2. Register the Pipeline

Edit:

workflows/registry/workflows.yaml

Add the pipeline under the correct engine and version.

workflows:
bash:
base_dir: "workflows/bash"
versions:
gatk-4.6:
helpers:
env: "env.sh"
pipelines:
mypipe:
single:
default: "v1"
versions:
v1:
script: "mypipe_single.sh"

If cohort mode is supported:

pipelines:
mypipe:
single:
default: "v1"
versions:
v1:
script: "mypipe_single.sh"
cohort:
default: "v1"
versions:
v1:
script: "mypipe_cohort.sh"
Registry paths

Registry paths are relative to the engine/version directory. For Bash GATK 4.6, mypipe_single.sh resolves below workflows/bash/gatk-4.6/.

Pipeline implementation versions

The registry version above is the tool family version, for example gatk-4.6. The nested v1 is the CBIcall pipeline implementation version. Normal run YAML files do not need to set it because the registry default is used. If a pipeline script changes in a way that may affect outputs, add a new implementation such as v2, point it to the new script, and choose whether to move default to that version.

3. Make the Pipeline Selectable

The registry makes the script discoverable, but Python validation still controls which pipeline, mode, and gatk_version combinations are allowed.
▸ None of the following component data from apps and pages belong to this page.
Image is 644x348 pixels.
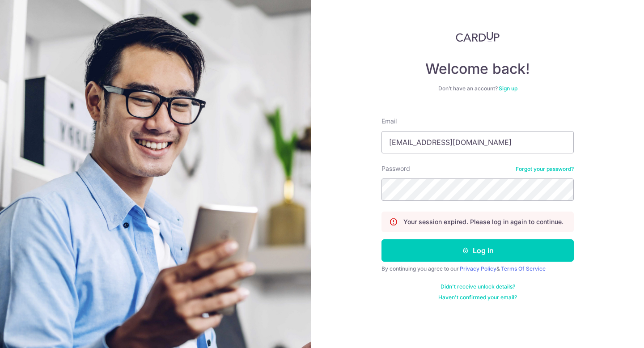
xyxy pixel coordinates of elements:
label: Email [382,117,397,126]
div: Don’t have an account? [382,85,574,92]
img: CardUp Logo [456,31,499,42]
a: Forgot your password? [516,166,574,173]
a: Privacy Policy [460,265,496,272]
label: Password [382,164,410,173]
a: Haven't confirmed your email? [438,294,517,301]
a: Didn't receive unlock details? [441,283,515,290]
input: Enter your Email [382,131,574,153]
a: Sign up [499,85,517,92]
p: Your session expired. Please log in again to continue. [403,218,563,227]
h4: Welcome back! [382,60,574,78]
button: Log in [382,239,574,262]
div: By continuing you agree to our & [382,265,574,272]
a: Terms Of Service [501,265,546,272]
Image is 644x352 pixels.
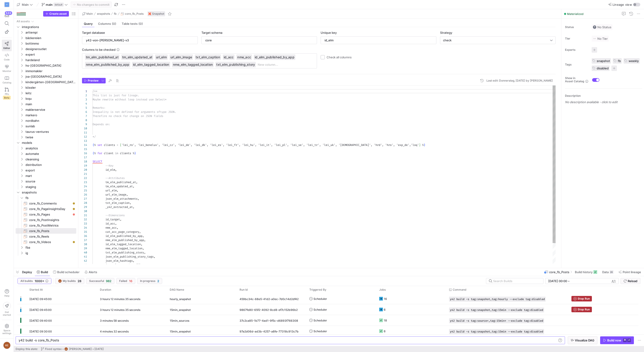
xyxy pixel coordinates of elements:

If mypipe is a new pipeline name, update the validation sets in src/cbicall/config.py:

PIPELINE_VALUES = {"wes", "wgs", "mit", "mypipe"}

_ALLOWED_COMBOS = {
"gatk-4.6": {
"wes": ["single", "cohort"],
"wgs": ["single", "cohort"],
"mypipe": ["single"],
},
}

If you are only adding a missing mode or script for an existing pipeline and version, the registry entry may be enough.
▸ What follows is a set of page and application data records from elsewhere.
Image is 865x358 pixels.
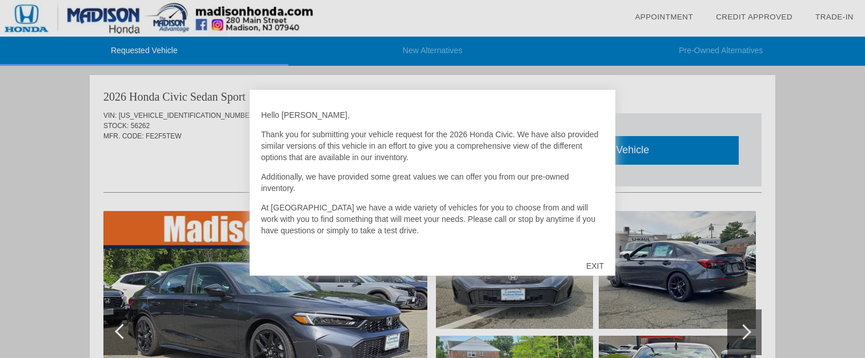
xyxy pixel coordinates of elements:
[816,13,854,21] a: Trade-In
[635,13,693,21] a: Appointment
[261,202,604,236] p: At [GEOGRAPHIC_DATA] we have a wide variety of vehicles for you to choose from and will work with...
[261,129,604,163] p: Thank you for submitting your vehicle request for the 2026 Honda Civic. We have also provided sim...
[261,171,604,194] p: Additionally, we have provided some great values we can offer you from our pre-owned inventory.
[261,109,604,121] p: Hello [PERSON_NAME],
[716,13,793,21] a: Credit Approved
[575,249,616,283] div: EXIT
4. Add a User-Facing YAML Example

Create a minimal parameters file that exercises the new workflow:

mode: single
pipeline: mypipe
workflow_engine: bash
gatk_version: gatk-4.6
input_dir: SAMPLE01
genome: b37

Run it:

bin/cbicall run -p mypipe.yaml -t 4

CBIcall should create a run directory similar to:

SAMPLE01/cbicall_bash_mypipe_single_b37_gatk-4.6_<run-id>/

5. Validate the Addition

Check the pipeline at three levels.

LevelWhat to verify
RegistryThe workflow appears under the correct engine/version/pipeline/mode.
Resource catalogCompatible bundle entries point to real registry workflow keys.
FilesReferenced scripts exist; Bash scripts are executable.
RuntimeCBIcall creates a run directory, writes log.json, and produces expected outputs.

Good first checks:

bin/cbicall validate-registry
bin/cbicall validate-resources
bin/cbicall validate-param -p mypipe.yaml
bin/cbicall run -p mypipe.yaml -t 2

Then inspect:

<run-dir>/log.json
<run-dir>/logs/

When Python Changes Are Needed

Most workflow additions only need validation changes in config.py if the pipeline name is new. Broader Python changes are needed when the execution model changes.

ChangeLikely file
New YAML key or defaultsrc/cbicall/config.py
New value in the typed runtime modelsrc/cbicall/models.py
New registry resolution behaviorsrc/cbicall/workflow_registry.py
New execution enginesrc/cbicall/dnaseq.py
Different command-line launch behaviorsrc/cbicall/dnaseq.py
New engine

Adding an engine is different from adding a pipeline. Prefer adding a new runner class rather than expanding conditional logic inside an existing runner.

Contributor Checklist

  • Pick engine, version, pipeline name, and mode.
  • Inspect the closest existing workflow in workflows/{bash|snakemake}/{gatk-version}/.
  • Add workflow entrypoint scripts.
  • Make Bash scripts executable.
  • Register scripts in workflows/registry/workflows.yaml.
  • Update Python validation if the pipeline name or compatibility matrix changes.
  • Add a minimal YAML example.
  • Run CBIcall and inspect log.json, logs/, and expected outputs.
  • Add or update tests when validation or execution behavior changes.